Presentation information

[J] Oral

P (Space and Planetary Sciences ) » P-EM Solar-Terrestrial Sciences, Space Electromagnetism & Space Environment

[P-EM16] Physics and Chemistry in the Atmosphere and Ionosphere

Wed. May 29, 2019 10:45 AM - 12:15 PM A03 (TOKYO BAY MAKUHARI HALL)

convener:Yuichi Otsuka(Institute for Space-Earth Environmental Research, Nagoya University), Takuya Tsugawa(National Institute of Information and Communications Technology), Seiji Kawamura(National Institute of Information and Communications Technology), Chairperson:Yuichi Otsuka, Mitsumu Ejiri(国立極地研究所)

10:45 AM - 11:00 AM

[PEM16-07] Toward a detection of sporadic-E episodes by ALOS2 ScaSAR InSAR

*Masato Furuya1, Jun Maeda2, Kosuke Heki1 (1.Department of Earth and Planetary Sciences Hokkaido University, 2.Hokkaido University Library)
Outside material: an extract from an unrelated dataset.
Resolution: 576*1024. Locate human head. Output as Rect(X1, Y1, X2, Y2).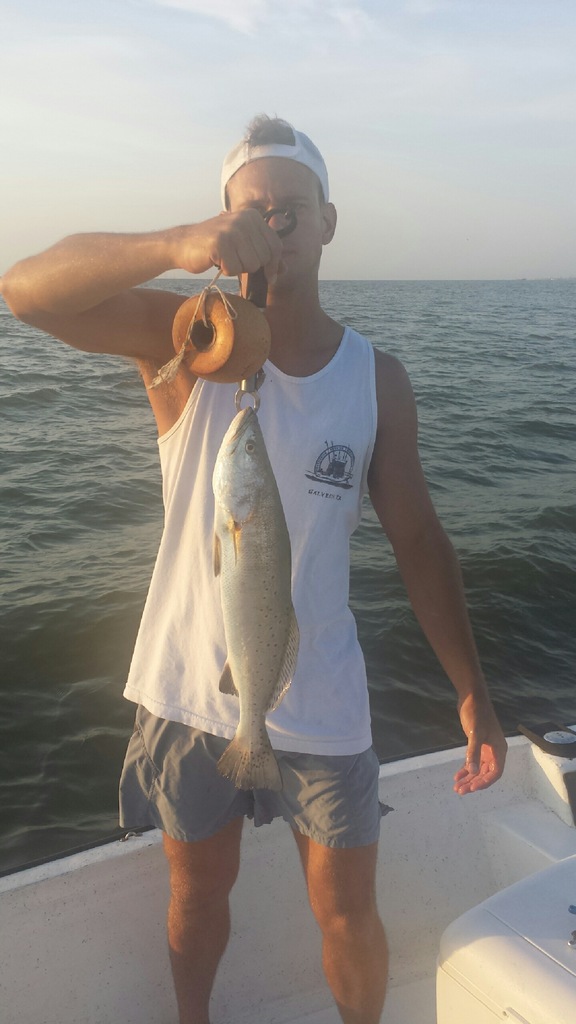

Keywords:ionosphere, Sporadic-E, InSAR, ALOS2

Maeda et al. (2016) and Furuya et al. (2017) reported their detections of sporadic-E (Es) episodes in Japan, using L-band interferometric synthetic aperture radar (InSAR). The SAR data images are acquired by Advanced Land Observation Satellite (ALOS) 1/2 launched by JAXA in 2006 and 2014, respectively. The high spatial resolution of InSAR data allow us to examine the detailed structure of Es episode, which will complement the high temporal resolution of GNSS TEC data. The previous two studies are based on stripmap-mode SAR images, which have higher spatial resolution but are limitted in terms of the observation swath-width (Maeda et al., 2016; Furuya et al., 2017). Although the stripmap-mode is the most standard SAR imaging mode, ScanSAR mode is also nearly operational nowadays, and can image the Earth with much wider swath-width by as much as 350 km; the standard stripmap-mode of SM1 for ALOS2 covers only 50 km. Although the ScanSAR mode is a bit worse in terms of the spatial resolution along radar range direction than the stripmap mode image, ScanSAR InSAR image can dramatically improve the observation coverage, and thus help detect both small-scale and large-scale structure of Es.
We first check the data availability of ScanSAR images in Japan at any specific areas, and then check if any significant anomalies in either TEC or ROTI are observed via the database provided by NICT. We will report our preliminary results of ScanSAR InSAR imaging of Es in Japan.